Get your management team talking. Foster a culture of open communication within your institution and across your executive team. Set up meetings, formal and informal. Let others speak. Let them air concerns and grievances; answer as honestly as you can.
They may never become your BFFs, but team alignment and transparent communication (more advice on that subject can be found here) can help bridge the gap between you and them, fostering a sense of shared purpose and collaboration and helping you (and them) to feel less alone.
Get back to your roots. The people who “knew you when” can be a vital source of consistent connection, trust, and true fellowship. Friends developed over the course of a lifetime become true treasures, especially at a time of your life when establishing new friends might be challenging. Rely on those established connections that can actually transport you — even briefly — out of your presidency.
Build your network as you hone your leadership skills. Participate in conferences, workshops, and seminars tailored to the unique needs of presidents. Professional-development opportunities provide platforms for you to network with peers, talk openly about shared challenges, and learn from experienced leaders. These opportunities can foster a sense of belonging and provide a supportive community outside of the day-to-day grind.
Or call in a coach. Having one-on-one time with a certified coach can alleviate some of the loneliness that comes from lacking close confidants who “tell it like it is.” A coach can help you “suss out the various agendas of those around you and then decide where you land on a particular issue,” and feel more confident in your decisions and vision, argued two former administrators in a 2021 essay on executive coaching. While coaching has long been accepted in the corporate world, it has tremendous value within higher education as well.
Bond with your board. Some presidents have a neutral or adversarial relationship with their trustees. As president, however, you have the ability to make your board a champion of your vision and partner in your corner. They also know all the intricacies of the institution’s condition: from finances to morale, your trustees can be sources of connection and support. As a university president, I (Melody) became lifelong friends with some of my trustees; our friendship was rooted in a meaningful, shared experience and deep respect.
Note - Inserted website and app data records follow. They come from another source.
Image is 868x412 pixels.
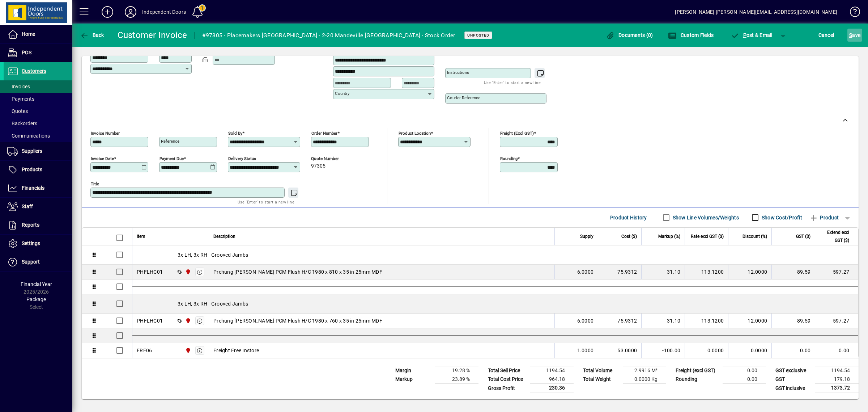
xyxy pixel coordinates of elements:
td: Margin [392,366,436,375]
td: 964.18 [531,375,574,384]
td: Total Sell Price [484,366,531,375]
mat-label: Rounding [500,156,518,161]
span: ost & Email [731,32,773,38]
a: Quotes [4,105,73,117]
td: 0.00 [771,343,815,358]
a: Backorders [4,117,73,129]
mat-label: Product location [399,131,431,136]
span: Support [22,259,40,264]
a: Suppliers [4,142,73,160]
td: Total Weight [579,375,623,384]
span: Cancel [819,30,834,41]
td: 89.59 [771,264,815,279]
span: Back [80,32,105,38]
button: Back [78,29,106,42]
td: 0.00 [723,366,766,375]
td: -100.00 [641,343,685,358]
span: Extend excl GST ($) [820,228,850,244]
a: Financials [4,179,73,197]
mat-label: Instructions [447,70,469,75]
span: Backorders [7,121,37,126]
td: GST inclusive [772,384,815,393]
span: Prehung [PERSON_NAME] PCM Flush H/C 1980 x 760 x 35 in 25mm MDF [214,317,382,324]
td: Gross Profit [484,384,531,393]
span: POS [22,50,31,55]
span: Suppliers [22,148,42,154]
a: Payments [4,93,73,105]
button: Documents (0) [605,29,655,42]
td: Total Cost Price [484,375,531,384]
td: 31.10 [641,314,685,328]
a: Home [4,26,73,43]
span: 1.0000 [578,347,594,355]
span: Documents (0) [606,32,653,38]
td: 0.0000 Kg [623,375,666,384]
app-page-header-button: Back [73,29,112,42]
td: Total Volume [579,366,623,375]
td: 597.27 [815,314,858,328]
mat-label: Payment due [160,156,183,161]
span: Home [22,31,35,37]
mat-label: Invoice number [91,131,120,136]
td: 0.00 [815,343,858,358]
span: Payments [7,96,34,101]
td: 1194.54 [815,366,859,375]
td: 1194.54 [531,366,574,375]
label: Show Line Volumes/Weights [672,214,739,221]
a: Products [4,160,73,179]
span: Staff [22,204,33,209]
td: 75.9312 [598,314,641,328]
a: Communications [4,129,73,142]
span: Reports [22,222,39,228]
td: 597.27 [815,264,858,279]
span: Rate excl GST ($) [691,232,724,240]
td: 179.18 [815,375,859,384]
span: Financial Year [21,281,52,287]
td: 2.9916 M³ [623,366,666,375]
td: 75.9312 [598,264,641,279]
div: Customer Invoice [117,30,187,41]
td: 230.36 [531,384,574,393]
td: GST [772,375,815,384]
div: 3x LH, 3x RH - Grooved Jambs [132,295,858,313]
span: Item [136,232,145,240]
button: Product [806,211,842,224]
span: Christchurch [183,317,191,325]
span: Quotes [7,109,28,114]
span: Communications [7,133,50,139]
span: P [744,32,747,38]
span: Customers [22,68,46,74]
mat-label: Courier Reference [447,95,480,101]
span: Invoices [7,84,30,89]
button: Add [96,6,119,18]
span: Product History [610,212,647,224]
button: Custom Fields [666,29,716,42]
mat-label: Order number [311,131,337,136]
span: Prehung [PERSON_NAME] PCM Flush H/C 1980 x 810 x 35 in 25mm MDF [214,268,382,275]
td: Rounding [673,375,723,384]
td: 19.28 % [436,366,479,375]
a: Settings [4,235,73,253]
mat-label: Delivery status [228,156,256,161]
mat-label: Invoice date [91,156,114,161]
td: 89.59 [771,314,815,328]
span: 97305 [311,164,326,169]
td: 31.10 [641,264,685,279]
div: PHFLHC01 [136,317,163,324]
td: 1373.72 [815,384,859,393]
span: Markup (%) [658,232,681,240]
span: 6.0000 [578,317,594,324]
div: 3x LH, 3x RH - Grooved Jambs [132,245,858,264]
td: 12.0000 [728,314,771,328]
span: Settings [22,240,40,246]
div: 0.0000 [689,347,724,355]
div: 113.1200 [689,268,724,275]
mat-label: Reference [161,139,180,144]
span: Supply [580,232,594,240]
span: Quote number [311,156,354,161]
span: Christchurch [183,268,191,276]
a: Reports [4,216,73,234]
span: Cost ($) [621,232,637,240]
button: Save [847,29,862,42]
span: Description [214,232,235,240]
The loneliness experienced by college presidents is a complex issue rooted in the nature of the role and the challenges you face. And obviously, part of the solution is to make time in your schedule to take care of your own personal needs (even if that occasionally means being spotted in workout gear). Presidents rarely talk about their own mental health, as a recent essay by a former president noted in these pages. But participating in activities that bring you joy and fulfillment outside of work — hobbies, exercise, family time — can provide a much-needed sense of balance and connection.
It may not be much solace to know that you are not alone in feeling isolated as a college president; many of your peers feel the same way, too. But by seeking peer support, fostering open communication, developing external connections, engaging in professional development, and drawing on established connections, you can allay some of those feelings and create a more fulfilling and connected presidency.
Melody Rose is a Principal in the Education Market and Leadership Advisory solution at WittKieffer. Patrick Sharry is a Consultant in the Leadership Advisory.